This studio will be the seventeenth year of the Yale School of Architecture’s China Studio, and the sixth year of the collaboration between Yale and Tsinghua University School of Architecture in Beijing. With this studio, we continue an investigation of urban development and redevelopment in the historic and contemporary Chinese city, with a particular emphasis on models of sustainable mixed-use and neighborhood development. Over the first three years, the China Studio studied the impact of preservation, infill and new development on three sites along the historic north-south axis of Beijing, moving from the center outward to the urban periphery. In recent years, the focus has turned to the impact of new infrastructure, particularly high-speed rail, on the shape and character of urban development.

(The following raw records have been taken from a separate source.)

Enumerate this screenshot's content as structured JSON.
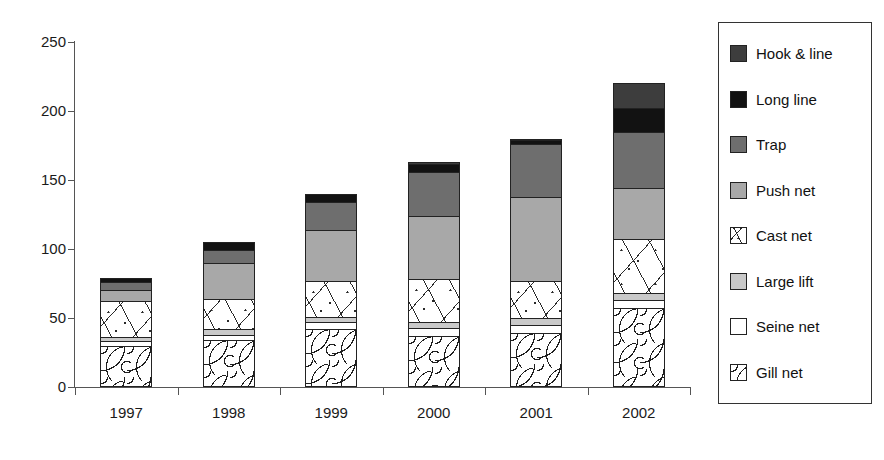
{
  "chart_data": {
    "type": "bar",
    "subtype": "stacked-bar",
    "title": "",
    "xlabel": "",
    "ylabel": "",
    "ylim": [
      0,
      250
    ],
    "yticks": [
      0,
      50,
      100,
      150,
      200,
      250
    ],
    "grid": false,
    "legend_position": "right",
    "categories": [
      "1997",
      "1998",
      "1999",
      "2000",
      "2001",
      "2002"
    ],
    "series": [
      {
        "name": "Gill net",
        "color": "#ffffff",
        "pattern": "squiggle",
        "values": [
          30,
          34,
          42,
          37,
          39,
          57
        ]
      },
      {
        "name": "Seine net",
        "color": "#ffffff",
        "pattern": "solid",
        "values": [
          3,
          4,
          5,
          6,
          6,
          6
        ]
      },
      {
        "name": "Large lift",
        "color": "#c9c9c9",
        "pattern": "solid",
        "values": [
          3,
          4,
          4,
          4,
          5,
          5
        ]
      },
      {
        "name": "Cast net",
        "color": "#ffffff",
        "pattern": "lines",
        "values": [
          26,
          22,
          26,
          31,
          27,
          39
        ]
      },
      {
        "name": "Push net",
        "color": "#a8a8a8",
        "pattern": "solid",
        "values": [
          8,
          26,
          37,
          46,
          61,
          37
        ]
      },
      {
        "name": "Trap",
        "color": "#6e6e6e",
        "pattern": "solid",
        "values": [
          6,
          9,
          20,
          32,
          38,
          41
        ]
      },
      {
        "name": "Long line",
        "color": "#121212",
        "pattern": "solid",
        "values": [
          3,
          6,
          6,
          6,
          3,
          17
        ]
      },
      {
        "name": "Hook & line",
        "color": "#3d3d3d",
        "pattern": "solid",
        "values": [
          0,
          0,
          0,
          1,
          1,
          18
        ]
      }
    ],
    "totals": [
      79,
      105,
      140,
      163,
      180,
      233
    ]
  },
  "legend": {
    "items": [
      {
        "label": "Hook & line"
      },
      {
        "label": "Long line"
      },
      {
        "label": "Trap"
      },
      {
        "label": "Push net"
      },
      {
        "label": "Cast net"
      },
      {
        "label": "Large lift"
      },
      {
        "label": "Seine net"
      },
      {
        "label": "Gill net"
      }
    ]
  }
}
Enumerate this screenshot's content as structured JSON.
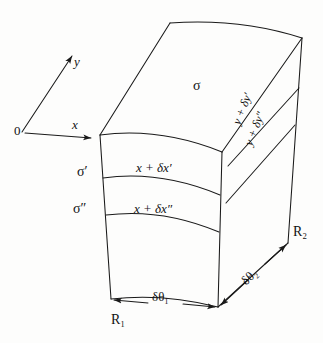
{
  "figure": {
    "stroke_color": "#1a1a1a",
    "background_color": "#fdfdfc"
  },
  "axes": {
    "origin_label": "0",
    "y_label": "y",
    "x_label": "x"
  },
  "surfaces": {
    "sigma": "σ",
    "sigma_prime": "σ′",
    "sigma_double_prime": "σ″"
  },
  "x_coordinates": {
    "first": "x + δx′",
    "second": "x + δx″"
  },
  "y_coordinates": {
    "first": "y + δy′",
    "second": "y + δy″"
  },
  "angles": {
    "delta_theta_1": "δθ₁",
    "delta_theta_2": "δθ₂"
  },
  "radii": {
    "r1": "R₁",
    "r2": "R₂"
  }
}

This year’s studio will consider one of the Gordian knots of Beijing urbanism, the result of the uneven and apparently uncoordinated development of rapid urban growth and the intersection of new and old infrastructure. These episodes, characterized by the conjunction of new scales and typologies of contemporary development, state of the art infrastructure, and both persistent and emergent patterns of urban life, occur all over Beijing and indeed all over China, but one that is obvious, unavoidable and dramatic is the area around the main subway station serving the Tsinghua campus: Wudaokou. Although this busy subway station serves a growing cluster of institutions of higher education with a combined enrollment of more than 75,000, including our partner institution, Tsinghua, with over 12,000 students and over 3,000 academic staff, related high-tech and research industries, and of course the inevitable associated development of restaurants, hotels and retail, it is poorly planned and poorly connected to the existing street system and the larger area it serves. In addition, Tsinghua, while once a traditional gated danwei (work unit), with its own housing and facilities, functions increasingly like any other large institution or industry in an open contemporary metropolitan region. However, while there is a persistent concentration of pedestrian and bicycle riders, as on any university campus, there is also a swarm of taxis and personal and commercial electric vehicles, along with the explosive growth of car ownership and use characteristic of modernizing Chinese cities. The infrastructure is incapable of keeping up with, much less managing, these often competing modes of circulation and storage, and the station is the epicenter of these conflicts – often with long lines backed up from ticket windows, security and gates, spilling on to sidewalks already congested with parked and moving bicycles, pedestrians attempting to circulate, and of course more diverse vehicles than planners seemed to anticipate.
This area also has the oldest railroad line in China, running north-south and crossing the busy street in front of the Wudaokou station on grade. There are, however, plans to relocate this historic rail line, which was already moved once, 60 years ago, from the middle of the Tsinghua campus to its current location, to below grade. This move would be part of the construction of a new high-speed rail line, beginning at Xizhimen, another spatially complex and frustrating tangle of multiple subway lines and the Beijing North railway station, and connecting Beijing to the site of snow events for the 2022 Winter Olympics at Zhangjiakou in Heibei Province, 190 km northwest of the city. These plans are the immediate provocation for a comprehensive reconsideration of urban development, architecture and transportation in the Wudaokou area.
The challenge to this year’s studio will not only be to research, analyze and deploy relevant models of conventional transit-oriented development, but to update these models, especially in the third and fourth-dimensions. Transit-oriented development in the contemporary metropolis can no longer be structured by traditional land-use plans overlaid by two-dimensional radii of walking or bicycle access, but needs to become fully three-dimensional, engaging with new building and infrastructure typologies and morphologies and the patterns of use that they generate. Therefore, students in this studio will be encouraged, as in past studios, not only to generate innovative design solutions, but also innovative modes and media of representing life in contemporary cities, and presenting those in an engaging and compelling way.
As in past studios, Yale students will travel to China, tour the site and other relevant sites and projects in and around Beijing, meet with local planning officials, and, most importantly, collaborate with their counterparts, graduate students at Tsinghua University, to develop preliminary site analysis and design concepts. This interaction will continue throughout the term via video conferencing, and Tsinghua students, faculty, along with Beijing planning officials, have been invited to participate in final reviews at Yale. All students considering participating in the studio should make sure that they have a current passport in their possession, with sufficient space for a Chinese visa.